Despite the results of the 2008 presidential election, Americans, by a 2-to-1 margin, say their political views in recent years have become more conservative rather than more liberal, 39% to 18%, with 42% saying they have not changed. While independents and Democrats most often say their views haven't changed, more members of all three major partisan groups indicate that their views have shifted to the right rather than to the left.

More here.

This is all well and good if you're a conservative, but as even Gallup acknowledges, there's a lot less going on here than implied. Consider, for instance, Gallup's own long-time trend line on ideological affiliation:

Basically, it's same as it ever was, with self-identified conservatives in a four percentage point range since the early 1990s, moderates in a similar band, and liberals in one well below the other two groups.

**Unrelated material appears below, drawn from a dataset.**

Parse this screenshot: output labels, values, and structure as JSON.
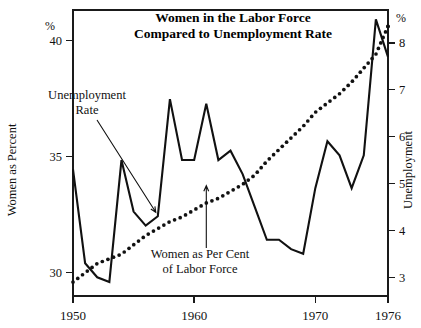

Such findings comport broadly with a longer-running Harris Poll series that asks adults "How would your own political philosophy: conservative, moderate or liberal?" Broken down by decade, conservatives averaged 32 percent in the '70s, 36 percent in the '80s, 38 percent in the '90s, and 35 percent in the '00s so far. For liberals, the corresponding numbers were 18 percent, 18 percent, 18 percent, and 19 percent.

Despite these large and persistent preferences for "conservative" ideology over "liberal" ideology (self-defined, so who knows exactly what it means), political outcomes have not always been Republican-friendly. Though presented as a mystery to be solved, I think it simply reflects that fact that party affiliation and ideology are not particularly tightly connected among most of us (though it may be for the office seekers and political ops) and that voters get swayed by particular candidates and vote accordingly. To acknowledge that Barack Obama was the far more attractive candidate last fall (or, more precisely, to say that he sucked much less than John McCain) tells us absolutely nothing about the deep or even the shallow beliefs of the American people.

Though hopefully the rise of unaffiliated voters in the wake of Obama's vision deficit, not to mention that brave majority of Democrats who admit that Congress today is no "better than a random group from the phone book," is a sign that Americans (god bless us all, everyone) are waking up to the idea that it is better to run your own life in every way, shape, and form than to cede power to Washington, state houses, and other distant, indifferent, and incompetent rules.